With its focus on storytelling, Track Changes reads as a love letter of sorts to the imagination and the act of writing:

The written memory must be made beautiful, and if I felt that the material I was given during an interview might tarnish the image of the protagonist of the memoir in the eyes of his or her readers, I edited their dreams, erased and added sentences, and even, as necessary, invented new dreams and new thoughts to accompany them in bed.

At the same time, there is undoubtedly a warning attached, the suggestion that there is a price to be paid for our fiction.  Saeed admits that “[w]ith every contribution from my memory something in me faded.” And as the novel progresses, Saeed’s fictional memories become increasingly intertwined with his authentic ones, confusing the narrative of his life and robbing him of his appreciation for it.

Part of that narrative is a story he wrote in his youth—a story that upended the lives of those he loved most.
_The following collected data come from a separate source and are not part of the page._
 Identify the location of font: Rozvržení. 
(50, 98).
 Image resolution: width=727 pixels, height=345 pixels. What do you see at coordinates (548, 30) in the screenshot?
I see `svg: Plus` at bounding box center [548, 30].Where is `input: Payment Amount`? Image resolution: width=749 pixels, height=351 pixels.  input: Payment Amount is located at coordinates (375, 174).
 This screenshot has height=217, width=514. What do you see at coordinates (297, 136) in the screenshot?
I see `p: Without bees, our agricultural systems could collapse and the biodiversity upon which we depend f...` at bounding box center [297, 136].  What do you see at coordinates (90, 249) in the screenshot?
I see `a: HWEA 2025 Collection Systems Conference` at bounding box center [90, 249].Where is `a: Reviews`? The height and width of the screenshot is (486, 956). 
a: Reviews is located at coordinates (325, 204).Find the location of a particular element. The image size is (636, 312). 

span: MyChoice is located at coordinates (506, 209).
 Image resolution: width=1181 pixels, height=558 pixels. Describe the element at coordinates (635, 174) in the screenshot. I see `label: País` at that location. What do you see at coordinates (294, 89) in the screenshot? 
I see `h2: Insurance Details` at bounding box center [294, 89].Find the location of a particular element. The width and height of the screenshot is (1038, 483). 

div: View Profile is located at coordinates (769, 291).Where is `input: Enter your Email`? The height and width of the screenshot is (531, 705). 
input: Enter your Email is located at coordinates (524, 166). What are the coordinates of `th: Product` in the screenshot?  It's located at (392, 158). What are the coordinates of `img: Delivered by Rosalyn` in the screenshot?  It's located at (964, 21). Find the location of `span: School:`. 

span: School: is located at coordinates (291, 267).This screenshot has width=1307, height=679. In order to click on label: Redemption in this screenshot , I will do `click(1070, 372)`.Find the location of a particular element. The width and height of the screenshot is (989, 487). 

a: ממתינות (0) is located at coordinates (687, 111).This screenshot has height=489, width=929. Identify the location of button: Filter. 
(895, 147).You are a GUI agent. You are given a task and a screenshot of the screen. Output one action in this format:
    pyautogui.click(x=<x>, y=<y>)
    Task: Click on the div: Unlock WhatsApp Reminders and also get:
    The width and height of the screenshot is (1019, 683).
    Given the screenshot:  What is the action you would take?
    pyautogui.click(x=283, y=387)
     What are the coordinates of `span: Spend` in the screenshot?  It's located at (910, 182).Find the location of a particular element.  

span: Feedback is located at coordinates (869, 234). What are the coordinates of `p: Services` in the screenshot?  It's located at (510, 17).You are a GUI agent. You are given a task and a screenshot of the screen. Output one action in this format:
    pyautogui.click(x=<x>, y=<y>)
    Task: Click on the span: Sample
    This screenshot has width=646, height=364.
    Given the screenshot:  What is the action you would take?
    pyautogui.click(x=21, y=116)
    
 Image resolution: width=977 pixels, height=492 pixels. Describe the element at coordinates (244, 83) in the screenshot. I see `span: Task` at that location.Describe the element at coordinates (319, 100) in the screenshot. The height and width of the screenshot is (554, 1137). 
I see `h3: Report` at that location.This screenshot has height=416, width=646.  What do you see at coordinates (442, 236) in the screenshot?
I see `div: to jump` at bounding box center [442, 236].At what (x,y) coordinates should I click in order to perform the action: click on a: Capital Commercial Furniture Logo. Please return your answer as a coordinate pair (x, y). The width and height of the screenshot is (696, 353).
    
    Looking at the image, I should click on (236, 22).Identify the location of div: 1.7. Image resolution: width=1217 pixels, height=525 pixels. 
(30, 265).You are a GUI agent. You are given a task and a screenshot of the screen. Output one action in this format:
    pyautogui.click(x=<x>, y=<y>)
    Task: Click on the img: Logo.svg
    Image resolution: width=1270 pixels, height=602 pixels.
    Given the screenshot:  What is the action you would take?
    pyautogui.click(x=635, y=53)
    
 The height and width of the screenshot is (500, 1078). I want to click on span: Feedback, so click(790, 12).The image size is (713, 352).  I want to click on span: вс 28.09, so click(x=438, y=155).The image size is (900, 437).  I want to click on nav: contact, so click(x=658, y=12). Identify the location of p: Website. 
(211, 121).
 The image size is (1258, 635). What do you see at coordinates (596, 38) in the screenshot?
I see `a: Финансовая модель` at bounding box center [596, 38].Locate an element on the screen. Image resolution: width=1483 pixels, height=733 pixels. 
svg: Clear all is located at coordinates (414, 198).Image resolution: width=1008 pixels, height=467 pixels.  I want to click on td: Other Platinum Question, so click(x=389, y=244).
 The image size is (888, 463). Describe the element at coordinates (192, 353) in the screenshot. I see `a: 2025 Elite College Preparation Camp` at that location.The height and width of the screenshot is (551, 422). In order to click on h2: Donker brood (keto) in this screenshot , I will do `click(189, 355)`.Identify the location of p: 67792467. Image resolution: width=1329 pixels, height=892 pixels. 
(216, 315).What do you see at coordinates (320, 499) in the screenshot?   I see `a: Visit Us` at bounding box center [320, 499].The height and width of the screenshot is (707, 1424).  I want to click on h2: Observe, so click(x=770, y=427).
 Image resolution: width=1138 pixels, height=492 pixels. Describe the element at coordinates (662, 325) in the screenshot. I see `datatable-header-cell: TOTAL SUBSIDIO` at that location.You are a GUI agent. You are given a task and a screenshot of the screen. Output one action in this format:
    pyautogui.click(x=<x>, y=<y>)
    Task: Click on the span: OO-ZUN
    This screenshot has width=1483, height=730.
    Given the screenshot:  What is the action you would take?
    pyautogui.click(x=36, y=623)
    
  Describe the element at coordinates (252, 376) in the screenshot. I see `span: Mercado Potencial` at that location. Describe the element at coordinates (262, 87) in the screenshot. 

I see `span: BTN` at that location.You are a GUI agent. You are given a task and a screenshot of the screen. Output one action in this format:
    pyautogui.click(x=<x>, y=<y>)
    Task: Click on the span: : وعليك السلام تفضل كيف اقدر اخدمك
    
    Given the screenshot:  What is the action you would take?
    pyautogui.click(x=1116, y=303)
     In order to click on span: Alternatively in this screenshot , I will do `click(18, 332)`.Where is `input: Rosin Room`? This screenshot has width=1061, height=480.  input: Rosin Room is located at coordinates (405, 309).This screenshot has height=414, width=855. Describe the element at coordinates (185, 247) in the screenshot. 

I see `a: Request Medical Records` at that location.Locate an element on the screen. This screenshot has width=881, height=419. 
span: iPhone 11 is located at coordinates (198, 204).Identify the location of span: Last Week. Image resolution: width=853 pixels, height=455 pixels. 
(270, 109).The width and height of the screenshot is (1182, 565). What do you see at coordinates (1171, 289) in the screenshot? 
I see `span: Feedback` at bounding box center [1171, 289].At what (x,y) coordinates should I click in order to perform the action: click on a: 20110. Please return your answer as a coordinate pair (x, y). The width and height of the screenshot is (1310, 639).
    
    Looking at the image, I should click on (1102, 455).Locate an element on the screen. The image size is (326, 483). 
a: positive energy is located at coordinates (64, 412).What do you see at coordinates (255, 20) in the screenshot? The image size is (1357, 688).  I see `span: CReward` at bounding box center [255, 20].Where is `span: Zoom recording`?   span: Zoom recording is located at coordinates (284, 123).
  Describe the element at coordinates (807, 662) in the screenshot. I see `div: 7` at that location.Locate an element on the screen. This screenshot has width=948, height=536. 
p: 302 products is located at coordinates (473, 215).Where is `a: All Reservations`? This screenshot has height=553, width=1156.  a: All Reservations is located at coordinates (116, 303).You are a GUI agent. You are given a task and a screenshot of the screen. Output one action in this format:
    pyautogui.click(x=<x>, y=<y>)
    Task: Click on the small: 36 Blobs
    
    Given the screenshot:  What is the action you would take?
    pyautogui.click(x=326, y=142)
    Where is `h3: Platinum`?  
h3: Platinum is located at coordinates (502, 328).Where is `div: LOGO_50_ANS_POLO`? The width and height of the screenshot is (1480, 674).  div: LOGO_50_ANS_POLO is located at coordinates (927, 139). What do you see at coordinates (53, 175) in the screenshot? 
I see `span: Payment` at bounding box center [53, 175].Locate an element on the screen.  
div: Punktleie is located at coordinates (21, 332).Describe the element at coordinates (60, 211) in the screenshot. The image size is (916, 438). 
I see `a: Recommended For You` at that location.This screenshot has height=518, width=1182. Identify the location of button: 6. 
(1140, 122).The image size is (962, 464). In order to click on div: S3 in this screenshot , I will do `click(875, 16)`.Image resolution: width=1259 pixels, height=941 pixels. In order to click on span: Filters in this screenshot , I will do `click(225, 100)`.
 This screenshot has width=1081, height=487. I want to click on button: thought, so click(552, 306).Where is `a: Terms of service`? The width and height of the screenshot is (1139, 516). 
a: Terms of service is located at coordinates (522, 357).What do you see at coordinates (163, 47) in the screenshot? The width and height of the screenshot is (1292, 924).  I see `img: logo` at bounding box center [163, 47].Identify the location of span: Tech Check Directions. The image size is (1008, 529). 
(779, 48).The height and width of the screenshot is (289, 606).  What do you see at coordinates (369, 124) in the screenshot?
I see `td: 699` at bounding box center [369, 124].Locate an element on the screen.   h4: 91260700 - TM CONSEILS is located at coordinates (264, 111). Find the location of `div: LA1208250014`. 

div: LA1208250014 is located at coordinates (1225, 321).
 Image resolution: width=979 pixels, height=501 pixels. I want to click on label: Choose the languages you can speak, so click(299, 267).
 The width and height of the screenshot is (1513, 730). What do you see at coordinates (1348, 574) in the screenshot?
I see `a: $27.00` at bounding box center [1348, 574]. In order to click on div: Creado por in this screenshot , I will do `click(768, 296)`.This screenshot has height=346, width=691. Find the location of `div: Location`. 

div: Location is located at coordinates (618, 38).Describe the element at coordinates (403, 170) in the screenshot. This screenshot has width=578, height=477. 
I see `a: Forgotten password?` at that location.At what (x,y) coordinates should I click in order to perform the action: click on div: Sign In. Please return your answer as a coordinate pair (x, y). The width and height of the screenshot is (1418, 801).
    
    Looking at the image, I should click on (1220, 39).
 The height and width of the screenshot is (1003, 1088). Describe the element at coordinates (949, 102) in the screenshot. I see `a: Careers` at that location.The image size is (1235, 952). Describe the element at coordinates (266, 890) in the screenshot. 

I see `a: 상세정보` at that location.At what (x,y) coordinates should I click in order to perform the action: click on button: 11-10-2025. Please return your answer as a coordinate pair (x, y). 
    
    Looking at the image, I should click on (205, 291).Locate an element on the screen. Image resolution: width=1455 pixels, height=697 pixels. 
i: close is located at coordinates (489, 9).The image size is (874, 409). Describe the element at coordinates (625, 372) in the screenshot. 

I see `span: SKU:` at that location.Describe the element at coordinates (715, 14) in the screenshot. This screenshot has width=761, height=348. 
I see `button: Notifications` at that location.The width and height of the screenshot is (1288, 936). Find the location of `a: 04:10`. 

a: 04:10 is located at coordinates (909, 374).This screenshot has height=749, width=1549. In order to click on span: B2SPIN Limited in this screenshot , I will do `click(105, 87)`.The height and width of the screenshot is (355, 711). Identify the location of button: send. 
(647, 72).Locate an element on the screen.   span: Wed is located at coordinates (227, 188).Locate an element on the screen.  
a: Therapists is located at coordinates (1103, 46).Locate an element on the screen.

What exactly this haunting story was and the consequences of it are largely withheld from the reader for most of the novel, but over time it becomes clear this was why he left Tira, robbing him of any tangible notion of “home.” The resulting lack of a strong cultural identity only isolates Saeed further, saddling him with a pervasive sense of alienation.

Track Changes is a dark read, one that offers a detailed look at a man stretched too thin and the demons that weigh him down. But what Kashua brings to the page is well worth experiencing. The novel’s structure and language bring gut-wrenching beauty and unimagined complexity to a life that may have otherwise seemed stripped of it.